Dead on Course by Marva Dale

Posted by Mrs Giggles on August 6, 2021 in 3 Oogies, Book Reviews, Genre: Contemporary

Dead on Course by Marva Dale
Dead on Course by Marva Dale

Marva Dale, $2.99, ISBN 978-1370159246
Contemporary Fiction, 2018

I have no idea how to describe or even categorize Marva Dale’s Dead on Course, but I will try to explain as best as I can.

Basically it’s the story of Strayer Boyd Savitt Jr. The whole thing starts out like a sexually explicit version of those “family dynasty” novels that were all the rage back in the 1980s, as I get to read about Boyd’s childhood and then his teenage romps with his girlfriend, from first to third base. As a cultured individual of distinguished age and palette, I can only wonder why the author will think I enjoy reading such things. Given that the girlfriend breaks off with him after they graduate from high school, the whole part of this story feels like an excuse for the author to do a Jackie Collins back when Ms Collins still wrote hot stuff back in the 1970s and 1980s.

Yes, I said “hot stuff”. Don’t tell anyone I said this, but those naughty scenes in this part are kinda hot. Damn it, is someone going to knock my door soon?

Anyway, then the story takes Boyd to college, or sort of, as he isn’t very gifted in the brain department. He’s musically inclined, though, and has much promise in that area. He hooks up with a rich gal and once again, the author is in her erotic family saga author mode, as these two start getting it on. Then, the girlfriend Laurel goes off to attend music school in California, and a lonely Boyd decides to go trek across the country to visit her.

That’s when this story immediately switches mode from horny horns to B-grade sleazy thriller, as Boyd crosses path with the violent and likely deranged Stormy that pretty much kidnaps him. Their relationship soon becomes sexual and violent and all messed-up, and this is actually the part of the story that is the most interesting to me. Boyd goes from a rather sweet and naïve honey magnet (he’s a one-woman guy) into someone out of his depths but trying to use what he has (including his body) to survive the mess he is stuck in. The sex scenes here are also the most interesting, for the want of a better word, as the author manages to combine violent with sex, hate and lust in one heady concoction.

And then, the story abruptly ends.

What is this? You know what I think? I suspect that Dead on Course is actually part of a planned much longer story, maybe one that will chronicle Boyd’s arc from dreamboat Rick Springfield with an actual functional pee-pee to perhaps a more hardened, cynical Mick Jagger-esque sex god, perhaps an epic Gino Santangelo-esque tale of country and western crime and sex and what not. Maybe the author ends up unable to finish the thing beyond what I am reading now, and she then slaps on a rushed ending so that she can push this thing out of her proverbial drawer so that it will never haunt her again.

That’s just my guess, and if I’m correct, then while I completely understand why the author does that, I have to say that it is one dang shame, because even in its mutant what-the-hell-is-this form, Dead on Course is actually a very engaging read. Yes, yes, the sex is hot—now please forget I ever said that, or else some people will really knock down my door soon—but Boyd has a very compelling first person narration going on here, and I feel like he is finally starting to be an interesting character when the curtain just comes crashing down on me. How rude. I don’t mind reading on had the story kept going, because the idea of Boyd surviving prison and worse to become a hot sex god musician by day and crime boss or something by night is certainly something I haven’t read before but won’t mind reading at all. There are sex here, sleaze, violence, and crazy homicidal people here—all the ingredients for a fun wholesome dip into the wild side, and the author just squanders everything in the space of two paragraphs.

This one gets three oogies for what could have been, as well as being unexpectedly enjoyable and intriguing in its current form, which on paper seems like a hot unsatisfying mess. If this didn’t scream “wasted potential”, I don’t know what will.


## Exercise
Write out the records in full, exactly as given, but without the images.

(Records from a dataset)
==*==
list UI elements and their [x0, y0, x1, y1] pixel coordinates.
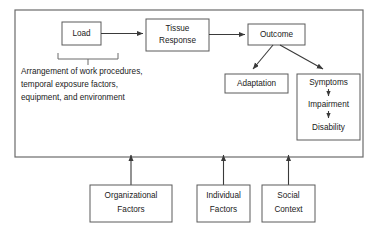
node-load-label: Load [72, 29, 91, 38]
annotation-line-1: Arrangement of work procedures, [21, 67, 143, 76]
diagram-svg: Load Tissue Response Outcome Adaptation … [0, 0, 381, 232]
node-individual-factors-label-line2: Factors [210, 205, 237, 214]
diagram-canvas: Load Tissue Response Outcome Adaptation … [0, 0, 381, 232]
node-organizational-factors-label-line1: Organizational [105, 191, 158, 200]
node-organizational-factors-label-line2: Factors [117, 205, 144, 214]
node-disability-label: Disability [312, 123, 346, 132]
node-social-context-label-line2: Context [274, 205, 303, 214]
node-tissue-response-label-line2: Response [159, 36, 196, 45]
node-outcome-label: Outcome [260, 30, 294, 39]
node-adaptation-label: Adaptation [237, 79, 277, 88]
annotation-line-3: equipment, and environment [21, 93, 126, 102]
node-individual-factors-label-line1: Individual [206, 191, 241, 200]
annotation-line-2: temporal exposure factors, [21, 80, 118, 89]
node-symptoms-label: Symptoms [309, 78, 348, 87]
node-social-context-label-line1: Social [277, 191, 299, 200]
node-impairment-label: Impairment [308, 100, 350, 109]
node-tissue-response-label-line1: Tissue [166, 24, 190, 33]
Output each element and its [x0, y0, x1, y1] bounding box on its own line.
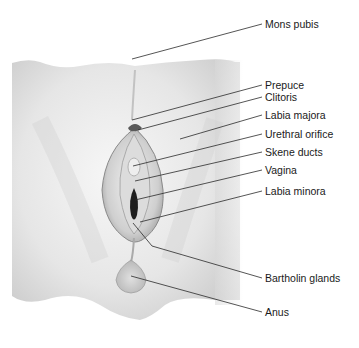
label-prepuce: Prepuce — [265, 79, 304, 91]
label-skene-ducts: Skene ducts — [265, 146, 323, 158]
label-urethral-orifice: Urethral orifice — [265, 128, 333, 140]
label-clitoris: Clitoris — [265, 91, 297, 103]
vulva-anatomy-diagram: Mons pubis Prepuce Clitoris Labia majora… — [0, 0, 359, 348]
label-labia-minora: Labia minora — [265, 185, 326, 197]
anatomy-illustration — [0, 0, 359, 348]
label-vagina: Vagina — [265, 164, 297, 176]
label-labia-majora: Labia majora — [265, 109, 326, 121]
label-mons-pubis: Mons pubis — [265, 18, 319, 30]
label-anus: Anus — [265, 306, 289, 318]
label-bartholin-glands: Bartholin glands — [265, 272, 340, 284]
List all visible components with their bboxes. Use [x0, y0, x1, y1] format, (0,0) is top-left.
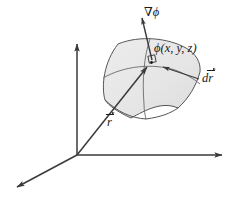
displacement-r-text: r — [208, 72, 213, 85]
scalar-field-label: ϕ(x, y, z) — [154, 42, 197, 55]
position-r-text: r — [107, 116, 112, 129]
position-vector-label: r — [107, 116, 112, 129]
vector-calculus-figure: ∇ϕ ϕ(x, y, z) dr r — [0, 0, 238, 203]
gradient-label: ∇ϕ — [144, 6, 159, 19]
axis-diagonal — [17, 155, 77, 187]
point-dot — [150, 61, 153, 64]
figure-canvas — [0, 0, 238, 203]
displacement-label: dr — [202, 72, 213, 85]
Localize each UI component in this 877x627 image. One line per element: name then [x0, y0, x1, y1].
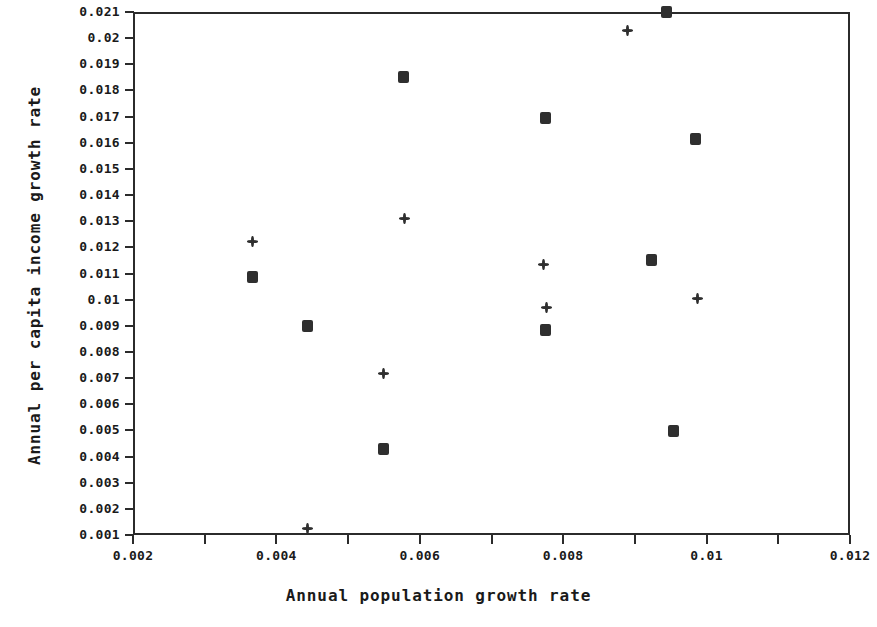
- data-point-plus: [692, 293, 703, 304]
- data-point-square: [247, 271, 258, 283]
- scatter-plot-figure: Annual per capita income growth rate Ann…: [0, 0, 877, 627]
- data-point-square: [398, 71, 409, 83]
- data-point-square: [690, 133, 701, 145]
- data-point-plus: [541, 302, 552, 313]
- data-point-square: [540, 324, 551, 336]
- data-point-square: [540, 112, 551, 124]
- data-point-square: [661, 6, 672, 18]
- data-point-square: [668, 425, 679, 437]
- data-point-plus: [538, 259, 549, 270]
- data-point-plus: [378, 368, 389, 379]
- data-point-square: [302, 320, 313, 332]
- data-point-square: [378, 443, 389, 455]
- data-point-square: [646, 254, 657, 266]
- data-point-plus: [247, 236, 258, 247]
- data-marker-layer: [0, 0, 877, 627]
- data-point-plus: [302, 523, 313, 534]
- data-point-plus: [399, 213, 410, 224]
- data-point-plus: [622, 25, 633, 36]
==*==
## Solution to this exercise
list UI elements and their [x0, y0, x1, y1] pixel coordinates.
node-load-label: Load [72, 29, 91, 38]
annotation-line-1: Arrangement of work procedures, [21, 67, 143, 76]
diagram-svg: Load Tissue Response Outcome Adaptation … [0, 0, 381, 232]
node-individual-factors-label-line2: Factors [210, 205, 237, 214]
diagram-canvas: Load Tissue Response Outcome Adaptation … [0, 0, 381, 232]
node-organizational-factors-label-line1: Organizational [105, 191, 158, 200]
node-organizational-factors-label-line2: Factors [117, 205, 144, 214]
node-disability-label: Disability [312, 123, 346, 132]
node-social-context-label-line2: Context [274, 205, 303, 214]
node-tissue-response-label-line2: Response [159, 36, 196, 45]
node-outcome-label: Outcome [260, 30, 294, 39]
node-adaptation-label: Adaptation [237, 79, 277, 88]
annotation-line-3: equipment, and environment [21, 93, 126, 102]
node-individual-factors-label-line1: Individual [206, 191, 241, 200]
annotation-line-2: temporal exposure factors, [21, 80, 118, 89]
node-symptoms-label: Symptoms [309, 78, 348, 87]
node-social-context-label-line1: Social [277, 191, 299, 200]
node-impairment-label: Impairment [308, 100, 350, 109]
node-tissue-response-label-line1: Tissue [166, 24, 190, 33]
Output each element and its [x0, y0, x1, y1] bounding box on its own line.
label-prepuce: Prepuce — [265, 79, 304, 91]
label-skene-ducts: Skene ducts — [265, 146, 323, 158]
label-urethral-orifice: Urethral orifice — [265, 128, 333, 140]
label-clitoris: Clitoris — [265, 91, 297, 103]
vulva-anatomy-diagram: Mons pubis Prepuce Clitoris Labia majora… — [0, 0, 359, 348]
label-labia-minora: Labia minora — [265, 185, 326, 197]
anatomy-illustration — [0, 0, 359, 348]
label-vagina: Vagina — [265, 164, 297, 176]
label-labia-majora: Labia majora — [265, 109, 326, 121]
label-mons-pubis: Mons pubis — [265, 18, 319, 30]
label-anus: Anus — [265, 306, 289, 318]
label-bartholin-glands: Bartholin glands — [265, 272, 340, 284]
List all visible components with their bboxes. Use [x0, y0, x1, y1] format, (0,0) is top-left.
displacement-r-text: r — [208, 72, 213, 85]
scalar-field-label: ϕ(x, y, z) — [154, 42, 197, 55]
position-r-text: r — [107, 116, 112, 129]
position-vector-label: r — [107, 116, 112, 129]
vector-calculus-figure: ∇ϕ ϕ(x, y, z) dr r — [0, 0, 238, 203]
gradient-label: ∇ϕ — [144, 6, 159, 19]
axis-diagonal — [17, 155, 77, 187]
point-dot — [150, 61, 153, 64]
figure-canvas — [0, 0, 238, 203]
displacement-label: dr — [202, 72, 213, 85]
Localize each UI component in this 877x627 image. One line per element: name then [x0, y0, x1, y1].
- data-point-plus: [692, 293, 703, 304]
- data-point-square: [247, 271, 258, 283]
- scatter-plot-figure: Annual per capita income growth rate Ann…: [0, 0, 877, 627]
- data-point-square: [398, 71, 409, 83]
- data-point-square: [690, 133, 701, 145]
- data-point-plus: [541, 302, 552, 313]
- data-point-square: [540, 324, 551, 336]
- data-point-square: [540, 112, 551, 124]
- data-point-square: [661, 6, 672, 18]
- data-point-square: [668, 425, 679, 437]
- data-point-plus: [538, 259, 549, 270]
- data-point-plus: [378, 368, 389, 379]
- data-point-square: [302, 320, 313, 332]
- data-point-square: [378, 443, 389, 455]
- data-point-square: [646, 254, 657, 266]
- data-point-plus: [247, 236, 258, 247]
- data-marker-layer: [0, 0, 877, 627]
- data-point-plus: [302, 523, 313, 534]
- data-point-plus: [399, 213, 410, 224]
- data-point-plus: [622, 25, 633, 36]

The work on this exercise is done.